The potential negative, unintended consequences of the proposed regulations are many. Subsidized families have less at stake in the true cost of child care, so daycare providers may increase prices across the board, leaving many families with moderate incomes worse off. With more of the cost of child care shouldered by taxpayers, more families that currently rely on family-based care such as grandparents may seek out spots in formal daycare centers, exacerbating existing shortages. Most disturbingly, with the government providing childcare centers with a growing share of their income, daycare providers will become more interested in providing services that appeal to the values and priorities of those bureaucracies—not to parents.

Policymakers should also take note that most parents prefer options other than traditional, institutional daycare centers.
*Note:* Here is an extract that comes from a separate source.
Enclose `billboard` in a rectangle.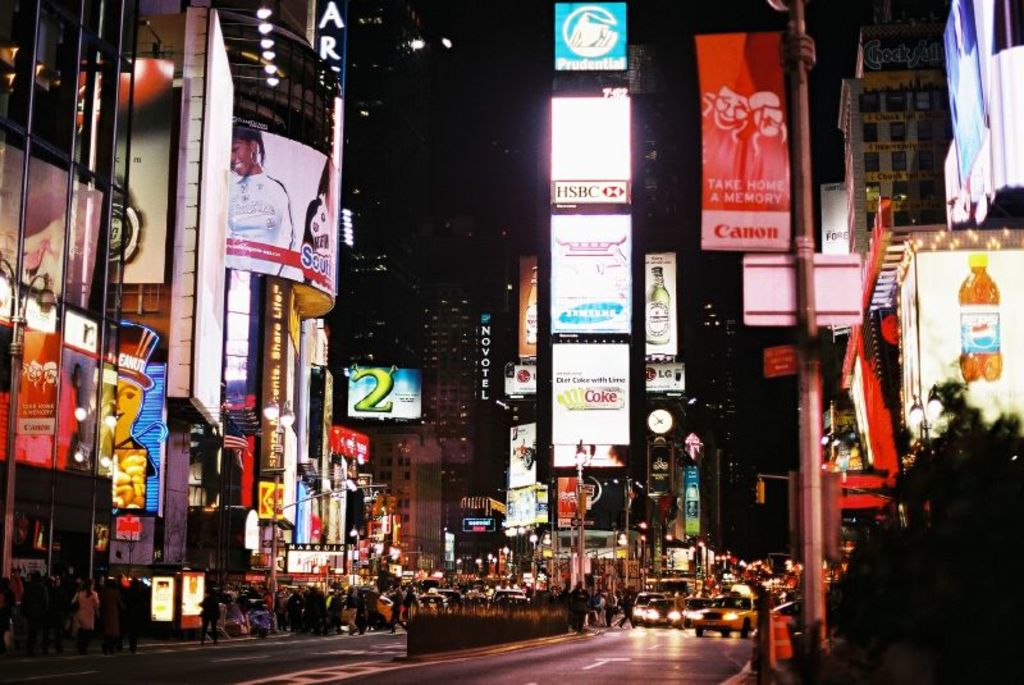
<box>474,310,495,401</box>.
A 2022 report by the Bipartisan Policy Center and Morning Consult found that nearly six in 10 parents preferred informal child care over formal child care centers, even if formal care was free and in a convenient location. Most parents and Americans simply think that having family or family-like care is best for children.
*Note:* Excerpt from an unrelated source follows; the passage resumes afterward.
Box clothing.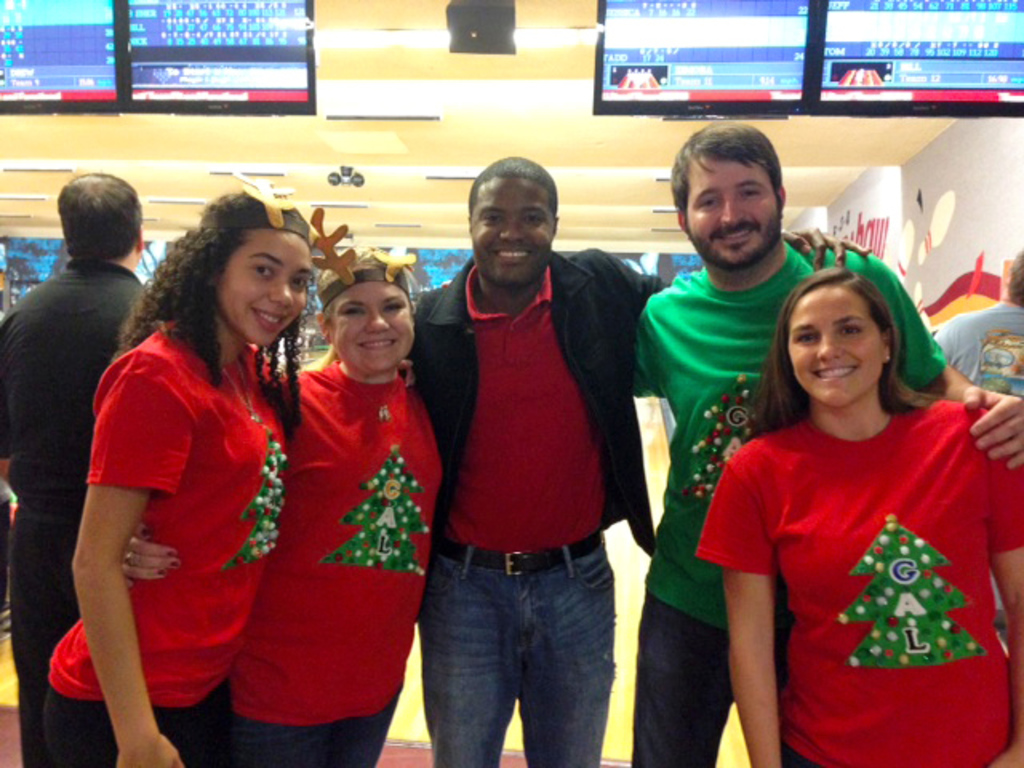
x1=406, y1=245, x2=661, y2=555.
Of course, there are some upsides to the Biden administration’s proposal too. Childcare expenses are a real burden for many families and could prevent some parents from entering the workforce and climbing the economic ladder. Some families will certainly be better off after receiving these taxpayer-provided subsidies. Currently, some childcare facilities are struggling to stay afloat, especially after years of inflation, with rising labor costs and customers who just can’t afford to pay more. Policymakers should explore ways to ensure that struggling families have access to more and better options.

Yet this is exactly why this debate should take place in Congress, among the people’s elected representatives, rather than through an obscure regulatory process. Advocates for the “Build Back Better” approach insist it is broadly popular. If that is so, then they should be willing to have a robust debate of the pros and cons take place in public among those who can be held accountable by their constituents. That they are trying instead to slip this publicly rejected, heavy-handed approach to federal childcare policy through the bureaucracy’s back door shows that they know it isn’t supported by the public—and they just don’t care. 

Carrie Lukas is president of Independent Women’s Forum, and Andrew Langer is Director of the Center for Regulatory Freedom at the CPAC Foundation.

The views and opinions expressed in this commentary are those of the author and do not reflect the official position of the Daily Caller.